For crash-stats, here's a sample crash of the GMP plugin (an artificially-induced crash):

https://crash-stats.mozilla.com/report/index/4d802ab8-0e03-4531-afc9-5ade22140820

These crashes can be identified by ProcessType=plugin and PluginFilename=gmpopenh264 in the metadata.

Here is a supersearch link for OpenH264 crashes (use the Signature facet tab):

https://crash-stats.mozilla.com/search/?product=Firefox&plugin_filename=gmpopenh264&_facets=signature&_columns=date&_columns=signature&_columns=product&_columns=version&_columns=build_id&_columns=platform

RecvCrashPluginNow is our testing function to crash the plugin (to make sure that crash reporting works) and is not a signal of a real issue.

There are a handful (7) of crashes which look "real". Because these are release builds with COMDAT-folding, the crash stacks are going to look a bit bogus. For example looking at https://crash-stats.mozilla.com/report/index/eb8a8381-dafb-4d04-abb8-a5a1c2140818:

Obviously PGMPChild::OnMessageReceived should never be calling into dom::Telephony. However it's probably some other actor in the GMP IPDL tree that has the same method code. It would be hard to debug without looking at the callsite (PGMPChild::OnMessageReceived) which is generated code.

Overall, I don't think we have any particular worries about OpenH264 crash rates, but we should watch them for spikes. At this week's crashkill meeting, Kairo volunteered to set up some regular reports so that it would easy to monitor this separately from the rest of the browser/plugin crashes. That may take a few weeks, though.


> [THE PROBLEM]:
Give only the count of lines that contain "Feedback" in the material.
..........
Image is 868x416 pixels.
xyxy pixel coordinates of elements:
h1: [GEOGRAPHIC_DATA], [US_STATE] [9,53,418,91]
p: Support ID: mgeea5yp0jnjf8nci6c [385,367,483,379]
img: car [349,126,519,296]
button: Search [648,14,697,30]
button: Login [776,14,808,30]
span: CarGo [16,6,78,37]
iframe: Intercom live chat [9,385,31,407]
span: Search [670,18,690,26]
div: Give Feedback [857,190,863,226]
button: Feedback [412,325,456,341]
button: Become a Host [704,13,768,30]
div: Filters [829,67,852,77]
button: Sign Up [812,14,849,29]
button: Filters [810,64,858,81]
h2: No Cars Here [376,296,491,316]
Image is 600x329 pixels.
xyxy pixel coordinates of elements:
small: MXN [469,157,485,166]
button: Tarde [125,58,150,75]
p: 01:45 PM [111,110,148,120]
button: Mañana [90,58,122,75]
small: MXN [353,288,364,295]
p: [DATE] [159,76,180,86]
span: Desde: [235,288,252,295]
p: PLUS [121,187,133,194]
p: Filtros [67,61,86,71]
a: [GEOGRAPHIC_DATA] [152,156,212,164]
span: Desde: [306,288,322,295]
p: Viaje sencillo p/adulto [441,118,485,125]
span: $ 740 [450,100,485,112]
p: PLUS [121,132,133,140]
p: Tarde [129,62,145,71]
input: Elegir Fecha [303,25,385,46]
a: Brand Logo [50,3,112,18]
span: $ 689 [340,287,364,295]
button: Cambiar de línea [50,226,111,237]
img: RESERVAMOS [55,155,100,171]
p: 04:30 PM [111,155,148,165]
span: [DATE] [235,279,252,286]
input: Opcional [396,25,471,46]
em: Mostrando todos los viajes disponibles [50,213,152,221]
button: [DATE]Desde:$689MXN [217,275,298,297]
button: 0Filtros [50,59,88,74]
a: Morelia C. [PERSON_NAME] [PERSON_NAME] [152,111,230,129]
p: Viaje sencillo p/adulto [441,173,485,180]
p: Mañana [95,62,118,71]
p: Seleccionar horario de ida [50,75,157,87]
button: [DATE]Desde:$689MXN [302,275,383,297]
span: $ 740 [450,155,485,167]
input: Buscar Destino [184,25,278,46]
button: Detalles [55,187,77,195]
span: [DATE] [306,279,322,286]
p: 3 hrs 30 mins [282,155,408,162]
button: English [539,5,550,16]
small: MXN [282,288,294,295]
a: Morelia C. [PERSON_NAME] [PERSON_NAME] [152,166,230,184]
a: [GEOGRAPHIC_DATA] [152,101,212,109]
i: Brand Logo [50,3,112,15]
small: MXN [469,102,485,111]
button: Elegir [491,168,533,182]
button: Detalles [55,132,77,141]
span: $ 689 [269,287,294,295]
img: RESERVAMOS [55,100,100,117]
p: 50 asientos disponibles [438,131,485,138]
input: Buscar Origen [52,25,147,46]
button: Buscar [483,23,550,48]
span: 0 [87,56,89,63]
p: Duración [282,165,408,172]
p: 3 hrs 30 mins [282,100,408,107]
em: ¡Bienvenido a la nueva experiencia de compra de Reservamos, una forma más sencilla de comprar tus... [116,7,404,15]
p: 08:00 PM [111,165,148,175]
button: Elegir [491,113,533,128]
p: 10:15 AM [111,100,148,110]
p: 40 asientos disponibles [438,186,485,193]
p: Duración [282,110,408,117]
..........
> [RESULT]:
2